Finn (left) and Nicolay (Photo illustration by Joelle McKenna)
The Hold Steady: Rocking on as the world ‘simmers into a boil’
The Hold Steady's Criag Finn and Franz Nicolay discuss their new album, 'Open Door Policy,' a year of lockdown and, well, holding steady
Like what you’re hearing? Subscribe to us at iTunes, check us out on Spotify and hear us on Google, Amazon, Stitcher and TuneIn. This is our RSS feed. Tell a friend!
Hard as it is to believe, The Hold Steady have been holding steady since 2003 at this point.
This month, the Brooklyn-based indie rock band released its eighth studio album, “Open Door Policy,” recorded before the end of 2019 and subsequently mixed and hashed out over Zoom. It is a true-to-form lyrical tour de force, obsessed as ever with the everyman and underdog. Dense and melancholy at times, it is maybe a little darker than a typical Hold Steady record, in spite of the addition of a two-man horn section.
Despite the material being at least a year old at this point, “it’s aged well in some way,” says Hold Steady frontman Craig Finn. “A lot of the stuff that I thought the lyrics were about—mental health, technology, late stage capitalism, that kind of thing—those things seemed to simmer into a boil during 2020.”
Finn and keyboardist Franz Nicolay are guests on this week’s episode of “Brooklyn Magazine: The Podcast.” The two joined me in a conversation days after the release of “Open Door Policy,” where songs like “Family Farm” specifically lean into the mental health and technology themes: Its protagonist has checked into a hospital and can’t use his phone to contact anyone on the outside—and the nurse’s own ringtone is a Van Halen riff. The song also features Stuart Bogie and Jordan McLean on horns, both of whom are alumni of US Afrobeat collective Antibalas.
“That song, as it was written, felt immediately like a Hold Steady song,” says Finn on the podcast. “If an alien came to Earth and said, ‘What does a Hold Steady song sound like?’ You would put those two things: The driving Tad Kubler [guitar] riff and the scene-change Franz piano break.”
Finn and Nicolay are speaking in the days before two live shows the Hold Steady will be playing two live shows at an empty Brooklyn Bowl and live-streaming them around the world on March 5 and 6. The concerts are meant to take the place of the Hold Steady’s annual London pilgrimage, which the bad calls The Weekender. The 3 p.m. show times are U.K. friendly, but since time has no meaning any more, anyone with an internet connection is encouraged to buy a ticket. If their last run of virtual live shows from the Brooklyn Bowl in December are any indication, expect raucous, inclusive and interactive affairs.
Finn is one of the more compelling lyricists working in rock right now. We talk about that, and his influences a bit, plus that Van Halen Easter Egg.
“People often compare the Hold Steady to Bruce Springsteen or the Replacements or whatever,” says Finn. “But Van Halen is a template, in some way, of one guy playing a lot of guitar solos and another guy talking and then yelling.”
We also discuss how Finn and Nicolay—whose side project, a novel called “Someone Should Pay For Your Pain,” is coming out this spring—feel about having themselves gone from underdogs to winners (The Hold Steady played themselves on a third-season episode of “The Billions”).
“You sit around the bar and you argue about best second album ever, best debut album, best third album. There’s no conversations about best eighth album,” says Finn. “I really do believe the music we’re doing won’t ever be of-the-minute necessarily, but we won’t ever be hopelessly out of style, hopefully. It’s a classic sound. In that way, that was a good horse to bet on. We have quote-unquote ‘held steady’.”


### EXERCISE DIRECTIONS
Your answer is every line of the material below in which the string "Note" occurs.

### RECORD EXCERPTS
******************************

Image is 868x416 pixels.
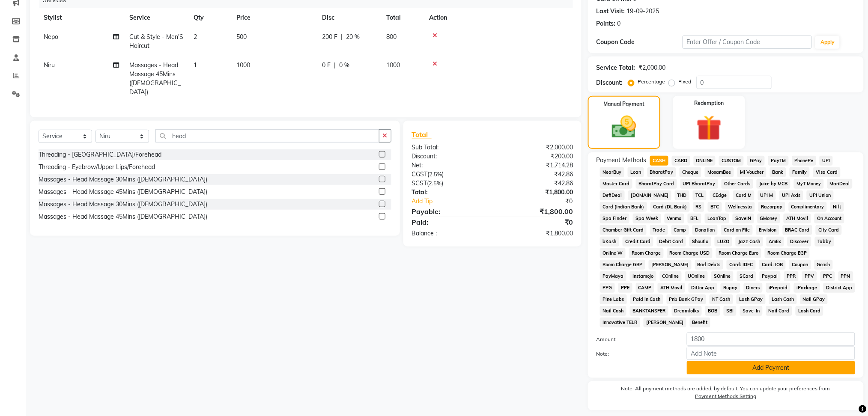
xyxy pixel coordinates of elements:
[424,8,573,27] th: Action
[630,306,669,316] span: BANKTANSFER
[733,191,754,200] span: Card M
[740,306,763,316] span: Save-In
[596,64,636,72] div: Service Total:
[430,180,442,187] span: 2.5%
[630,272,657,281] span: Instamojo
[600,283,616,293] span: PPG
[759,260,786,270] span: Card: IOB
[39,188,207,196] div: Massages - Head Massage 45Mins ([DEMOGRAPHIC_DATA])
[406,161,492,170] div: Net:
[492,179,580,188] div: ₹42.86
[766,283,791,293] span: iPrepaid
[39,200,207,209] div: Massages - Head Massage 30Mins ([DEMOGRAPHIC_DATA])
[694,202,705,212] span: RS
[406,217,492,227] div: Paid:
[600,295,627,304] span: Pine Labs
[802,272,817,281] span: PPV
[766,306,793,316] span: Nail Card
[236,62,250,69] span: 1000
[39,175,207,184] div: Massages - Head Massage 30Mins ([DEMOGRAPHIC_DATA])
[129,62,181,96] span: Massages - Head Massage 45Mins ([DEMOGRAPHIC_DATA])
[341,33,343,41] span: |
[710,191,730,200] span: CEdge
[600,306,627,316] span: Nail Cash
[600,272,627,281] span: PayMaya
[596,38,683,46] div: Coupon Code
[596,19,616,28] div: Points:
[596,156,646,165] span: Payment Methods
[779,191,803,200] span: UPI Axis
[600,237,619,247] span: bKash
[650,225,669,235] span: Trade
[492,188,580,197] div: ₹1,800.00
[492,143,580,152] div: ₹2,000.00
[757,179,791,189] span: Juice by MCB
[406,188,492,197] div: Total:
[618,19,621,28] div: 0
[687,361,855,375] button: Add Payment
[194,62,197,69] span: 1
[492,229,580,238] div: ₹1,800.00
[492,152,580,161] div: ₹200.00
[679,78,692,86] label: Fixed
[715,237,732,247] span: LUZO
[672,156,691,166] span: CARD
[801,295,829,304] span: Nail GPay
[406,197,507,206] a: Add Tip
[627,7,660,15] div: 19-09-2025
[647,168,677,177] span: BharatPay
[492,217,580,227] div: ₹0
[317,8,381,27] th: Disc
[722,225,753,235] span: Card on File
[639,64,666,72] div: ₹2,000.00
[628,168,644,177] span: Loan
[736,237,763,247] span: Jazz Cash
[236,33,247,40] span: 500
[721,283,741,293] span: Rupay
[794,179,824,189] span: MyT Money
[689,283,718,293] span: Dittor App
[790,168,810,177] span: Family
[770,168,787,177] span: Bank
[406,143,492,152] div: Sub Total:
[636,283,655,293] span: CAMP
[788,237,812,247] span: Discover
[650,156,669,166] span: CASH
[43,33,58,40] span: Nepo
[346,33,360,41] span: 20 %
[671,225,690,235] span: Comp
[765,248,810,258] span: Room Charge EGP
[760,272,781,281] span: Paypal
[758,202,785,212] span: Razorpay
[39,213,207,221] div: Massages - Head Massage 45Mins ([DEMOGRAPHIC_DATA])
[705,214,729,223] span: LoanTap
[39,150,162,159] div: Threading - [GEOGRAPHIC_DATA]/Forehead
[770,295,797,304] span: Lash Cash
[784,214,811,223] span: ATH Movil
[716,248,762,258] span: Room Charge Euro
[687,332,855,346] input: Amount
[600,248,626,258] span: Online W
[839,272,854,281] span: PPN
[690,318,711,327] span: Benefit
[591,351,681,358] label: Note:
[769,156,789,166] span: PayTM
[600,318,641,327] span: Innovative TELR
[124,8,189,27] th: Service
[39,8,124,27] th: Stylist
[657,237,687,247] span: Debit Card
[748,156,765,166] span: GPay
[820,156,833,166] span: UPI
[733,214,754,223] span: SaveIN
[600,260,645,270] span: Room Charge GBP
[629,248,664,258] span: Room Charge
[596,385,855,403] label: Note: All payment methods are added, by default. You can update your preferences from
[705,306,721,316] span: BOB
[727,260,756,270] span: Card: IDFC
[705,168,734,177] span: MosamBee
[492,170,580,179] div: ₹42.86
[695,99,723,107] label: Redemption
[824,283,855,293] span: District App
[744,283,763,293] span: Diners
[492,161,580,170] div: ₹1,714.28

******************************

### PROBLEM SOLUTION
[591,351,681,358] label: Note:
[596,385,855,403] label: Note: All payment methods are added, by default. You can update your preferences from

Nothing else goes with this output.